Have you ever had trouble doing arithmetic? You might take some comfort from an accountant's plight at Fidelity Investments, the world's largest mutual fund company.

Fidelity, in a letter to shareholders of the huge and venerable Magellan Fund, has finally offered up a detailed account of just why it had to renege last month on its estimate that Magellan shareholders would get $4.32 a share in a year-end payment.

An accountant, the letter now reveals, mistakenly omitted a minus sign while doing a tax calculation, turning a $1.3 billion loss into a $1.3 billion gain.

It's the kind of simple math error anyone could make, but that no one expects to occur at Fidelity, which manages $300 billion in funds with state-of-the-art computers and top investment managers.

"Some people have asked how, in this age of technology, such a mistake could be made," wrote J. Gary Burkhead, managing director of Fidelity Investments. "While many of our processes are computerized, the requirements of the tax code are complex and dictate that some steps be handled manually by our tax managers and accountants, and people can make mistakes."

"I think this is one of the reasons," said industry watcher Michael Lipper, "that there are erasers on pencils."

But if that mystery was solved, another remains: Why did Fidelity, known for its marketing savvy, wait so long to provide these details? When the error was discovered last month, Fidelity issued only a cryptic press release, sending the media and some industry analysts into a frenzied attempt to determine whether there was some larger systemic breakdown at the firm.

"It caused unnecessary anxiety," said Lipper, president of the research firm Lipper Analytical Services Inc. "I think it's a case study in public relations: that a series of incomplete facts without an ability to speak further suggests to many people that things are much worse."

The Fidelity letter, which was being received by shareholders this week, seemed to dispel the earlier concerns about the firm's internal systems and controls.

Magellan, the world's largest mutual fund with $36 billion in assets, has 3 million accounts. Because of its size and reputation -- established by legendary mutual fund guru Peter Lynch in the 1980s -- Fidelity has long been a lightning rod for attention in the business, and this case wasn't any different.

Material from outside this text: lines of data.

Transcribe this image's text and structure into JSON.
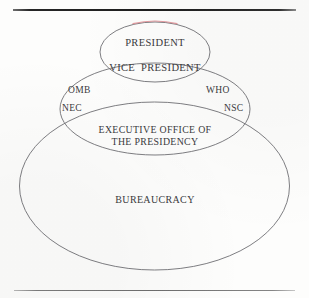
{
  "page": {
    "background_color": "#fdfdfc",
    "ink_color": "#3a3a3c",
    "stroke_color": "#6b6b70",
    "highlight_color": "#e08c92"
  },
  "rules": {
    "top": {
      "name": "top-divider"
    },
    "bottom": {
      "name": "bottom-divider"
    }
  },
  "diagram": {
    "ellipses": [
      {
        "id": "bureaucracy",
        "label": "BUREAUCRACY"
      },
      {
        "id": "eop",
        "label": "EXECUTIVE OFFICE OF\nTHE PRESIDENCY"
      },
      {
        "id": "president",
        "label": "PRESIDENT"
      }
    ],
    "labels": {
      "president": "PRESIDENT",
      "vice_president": "VICE  PRESIDENT",
      "omb": "OMB",
      "who": "WHO",
      "nec": "NEC",
      "nsc": "NSC",
      "eop_line1": "EXECUTIVE OFFICE OF",
      "eop_line2": "THE PRESIDENCY",
      "bureaucracy": "BUREAUCRACY"
    }
  }
}
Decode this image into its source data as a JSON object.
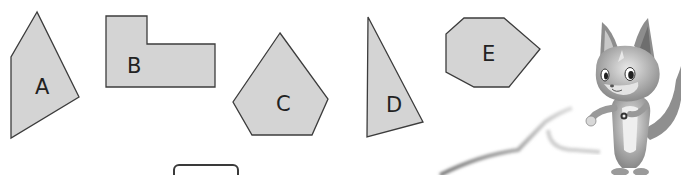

Some industry analysts wondered whether Fidelity had been lucky to avoid the kind of public relations fiasco that recently hit Intel Corp. when it continued to insist to customers that the bug in their computers' Pentium chip was not a problem that should concern them.

Fidelity said, however, that Burkhead's letter had been in the works for some time.

"As soon as it happened, we knew that we were going to communicate to our shareholders in writing," said spokeswoman Constance Hubbell. "A lot of people didn't understand fund distributions. There was a general lack of knowledge... . In some cases, particularly overseas, there were inaccurate and wrong stories."

Fidelity refused to identify the accountant or to say whether he or she still held a job at the company. But to some, the mere fact that a lonely pencil pusher had wreaked such havoc was almost endearing -- a triumph for those who failed at math, can't balance their checkbooks or figure out their taxes.

"There is some carrying over from Dickens's day," said John Coffee, a professor of securities law at Columbia Law School. "We still have that sense that somewhere up there, Bob Cratchit is still adding up a column of figures."